One singer your album shines a light on is Odetta. Was it your choice to perform “Waterboy” at Town Hall?

Giddens: Yes, it was my choice. I just felt like she needed to be represented. She was a huge part of the Folk Revival, and I felt like that was my role because I’m classically trained, and I’m on a path that’s similar to hers. I’m really glad to have gotten it out there. She didn’t write it, but she certainly imbued it with her spirit and her fire, and that was certainly the version that I was inspired by.

You wrote “Angel City” as a thank you to your collaborators in The New Basement Tapes, in which you refer several times to the sea. Could I ask what it symbolizes?
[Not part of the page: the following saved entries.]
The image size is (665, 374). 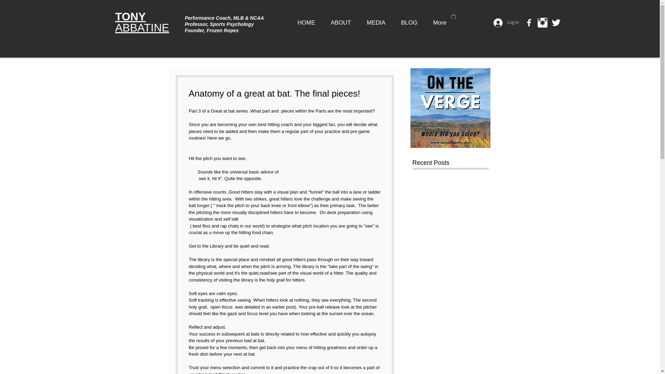 What do you see at coordinates (142, 22) in the screenshot?
I see `Log In` at bounding box center [142, 22].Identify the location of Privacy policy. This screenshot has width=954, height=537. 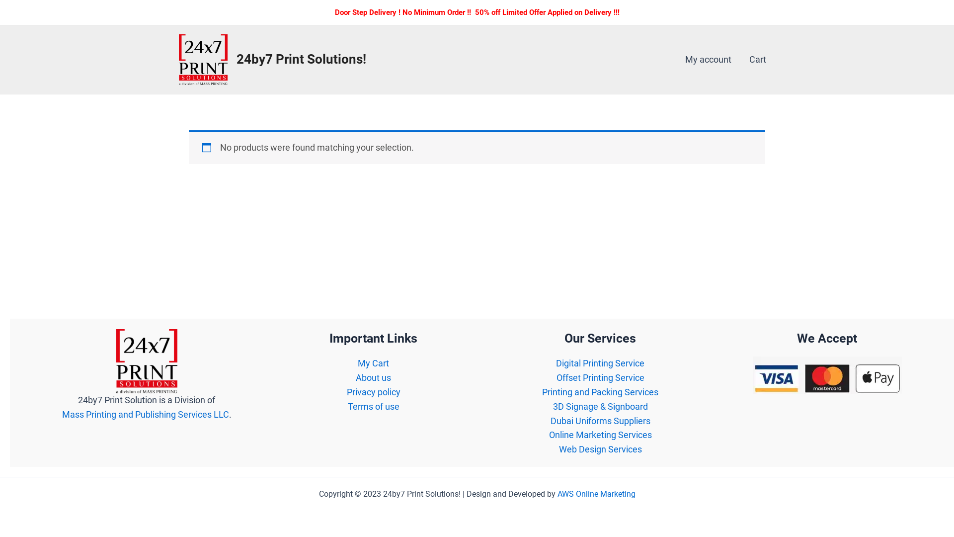
(374, 392).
Giddens: I don’t want to say enlightenment, but where you see the light, basically. You know, we live in this dark area. We’re choked by our own insecurities and our own blindness and our own inability to see there’s this beautiful thing, like right there. There’s this gorgeous ocean waiting for us to take it all in, but we just need to get there. What it often takes is somebody to take you by the hand and say, “I’m going to go with you. I’m going to help you get here.” That’s what we do with our interactions with people, is help each other see that. It’s very difficult to do that by yourself. That song was all about confronting all that stuff within myself and then being so grateful, not only to the other musicians on the project but also to the film crew, the engineers – everybody who was there helped me in some way reach this next place where I realized a lot about myself as an artist and who I was and what I had to offer. Fairly important song for me.

You mentioned that you tend to listen to music from a century ago. Do you have any suggestions for others who’d like to follow your lead in going right to the source?
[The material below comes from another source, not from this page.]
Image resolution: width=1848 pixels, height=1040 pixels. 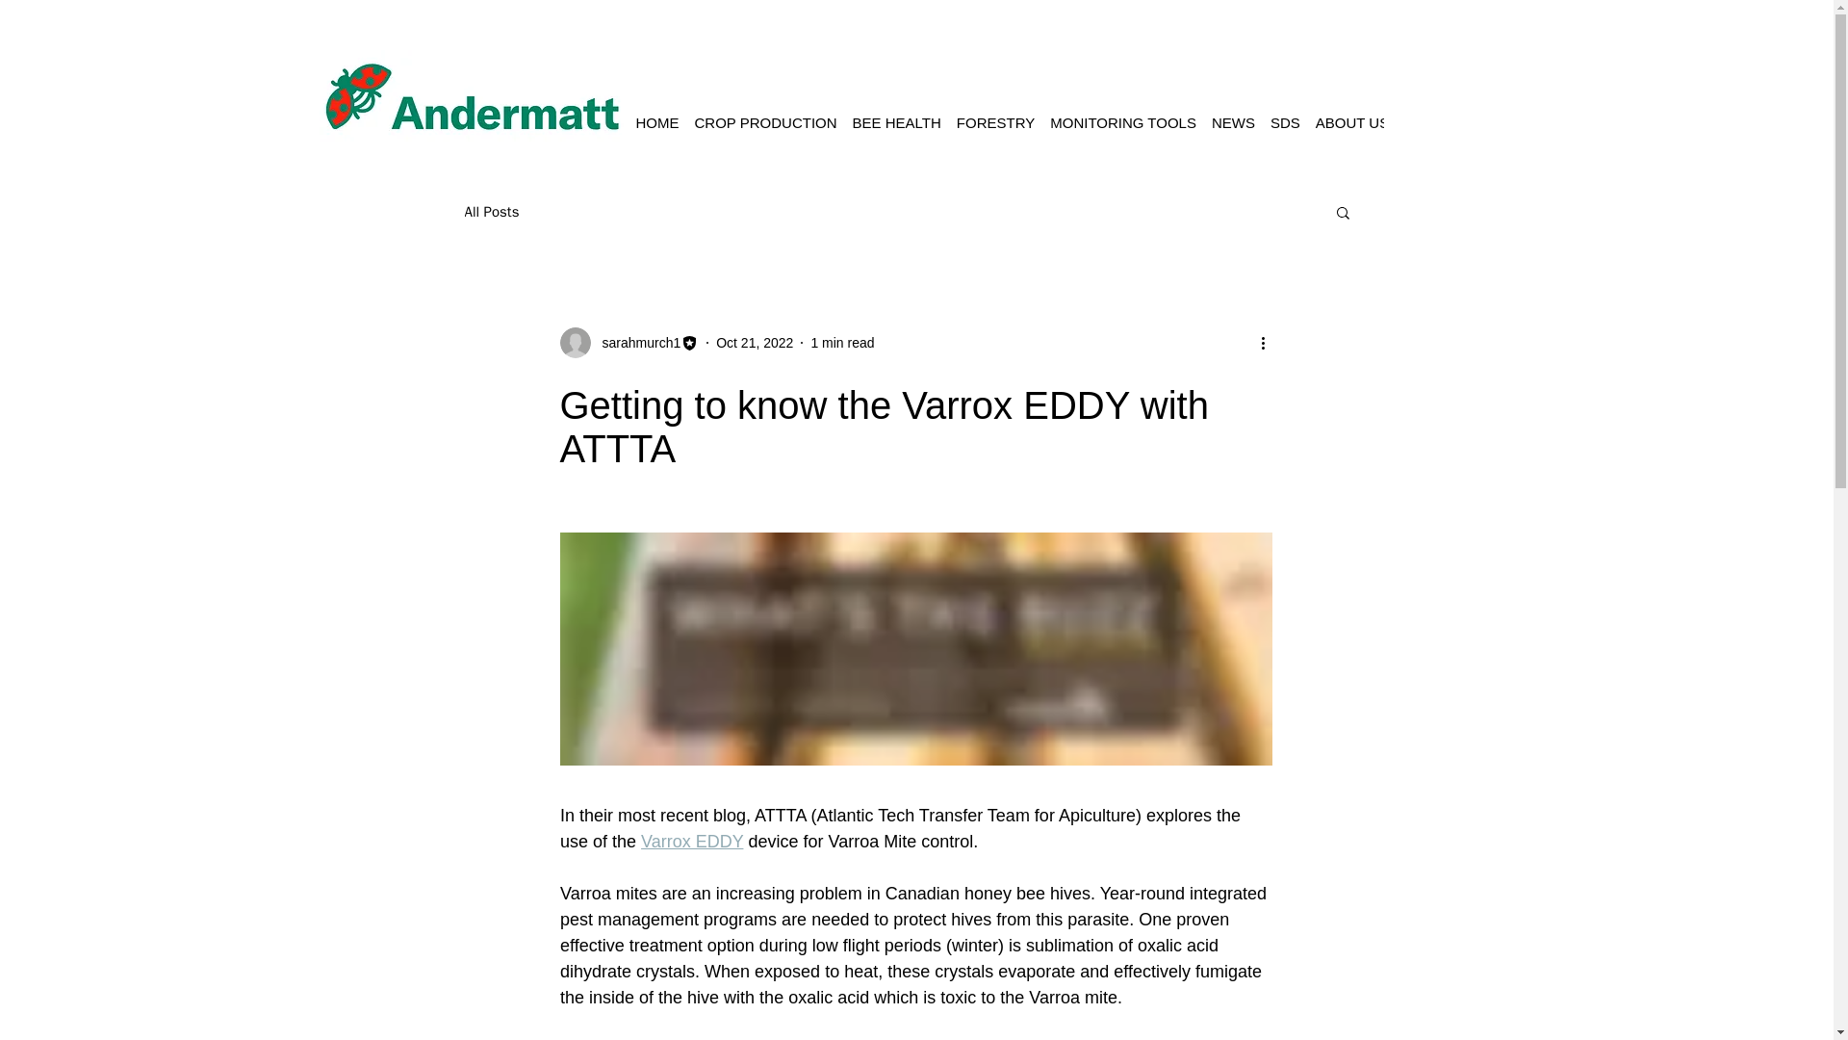 What do you see at coordinates (897, 123) in the screenshot?
I see `BEE HEALTH` at bounding box center [897, 123].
Giddens: I do! There’s no better time than now with all the reissues that are happening. Collectors who have collected all this music carefully now have the technology to clean it up and put it out there for not that much money. There’s a company called Old Hat Records who put out some beautiful reissues of stuff from the 20s and 30s. What I always suggest to people is to start with the compilations. Like I started with Violin, Sing the Blues for Me and Folks, He Sure Do Pull Some Bow!, which was like black and rural fiddle music from the 20s and 30s. There’s tons of compilations out there, and if you find a group like the Mississippi Sheiks or the Memphis Jug Band, you can go get their record. Start with the compilation, and find what speaks to you. I guarantee there’s going to be a reissue of their music.
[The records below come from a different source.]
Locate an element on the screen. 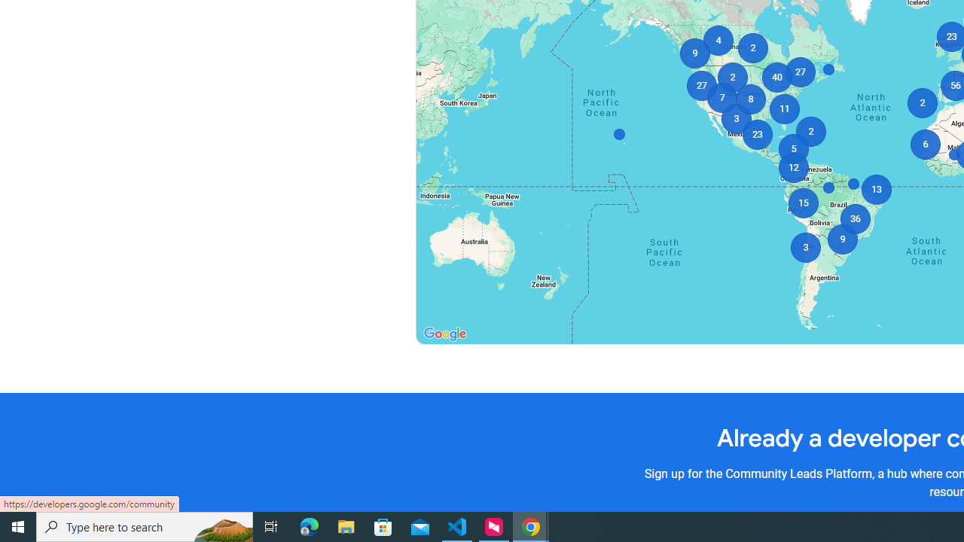 This screenshot has width=964, height=542. 15 is located at coordinates (802, 203).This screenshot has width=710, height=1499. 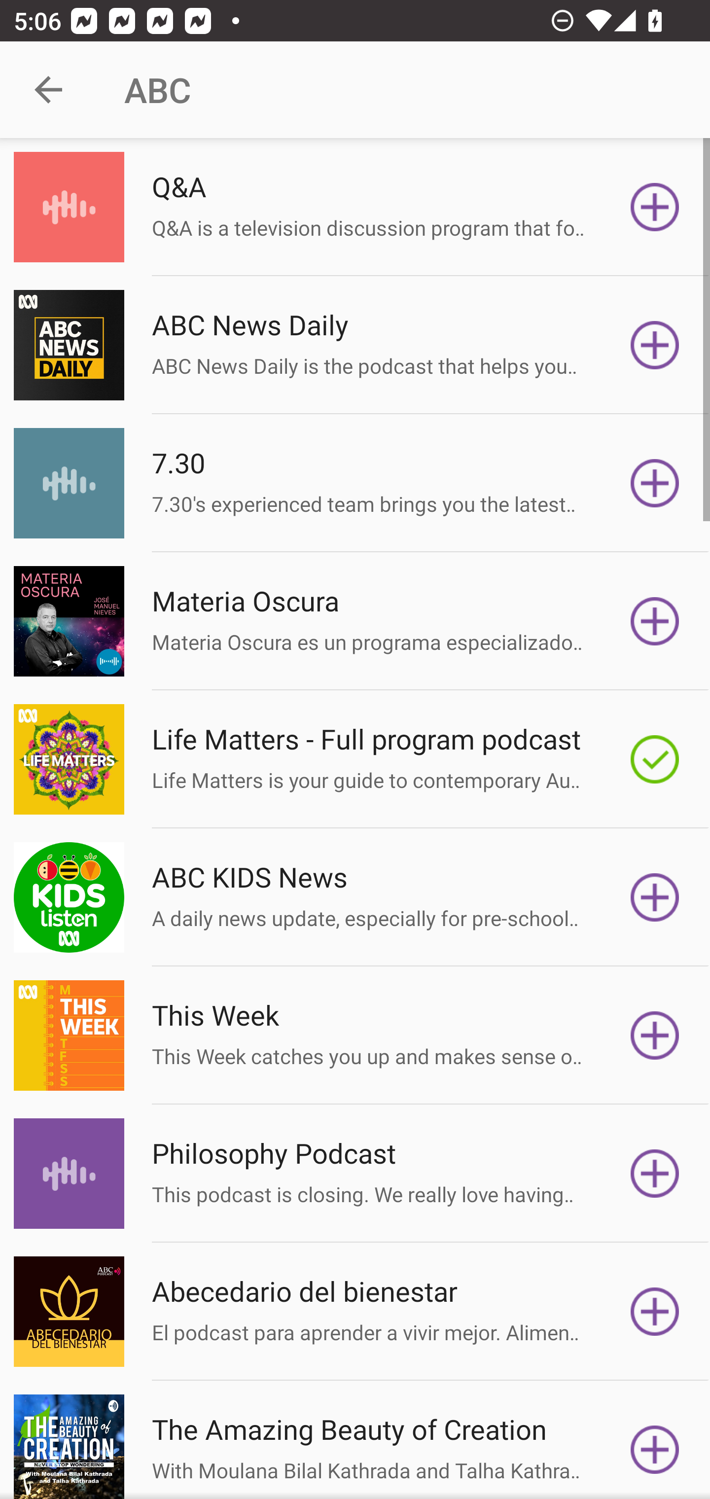 What do you see at coordinates (654, 759) in the screenshot?
I see `Subscribed` at bounding box center [654, 759].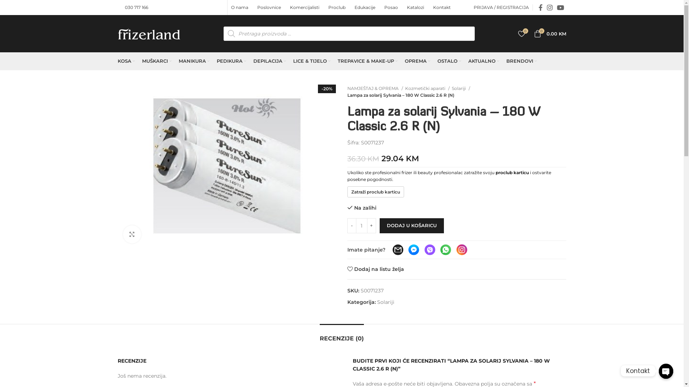  I want to click on TREPAVICE & MAKE-UP, so click(367, 61).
Your music draws comparisons to legends usually thought of as incomparable, such as Odetta herself. How do you translate what many, myself included, perceive as a “larger than life” persona in 2015?

Giddens: I’m still figuring that out. I am a throwback in a lot of ways, and I think it remains to be seen how I will fit in to this music industry. There was a lot of ink written about me when Tomorrow is My Turn came out: a lot of people predicting big things. None of that means anything if it doesn’t connect to the folks out there who are buying music.

I know there’s a place for me in this musical culture, for sure. How big that is? I don’t know. All I can do is put on the best show that I can and keep saying what needs to be said. My next record will be telling. It’s going to be more originals, and I’m going to be saying a lot more with it. I’m one of those people who does what’s in front of me, and if I feel strongly about the music and I feel good about what I’m doing. The rest of it is just going to be as it will. Can’t really control it.

Rihannon Giddens performs at The Castle Theatre in Bloomington, IL on September 18.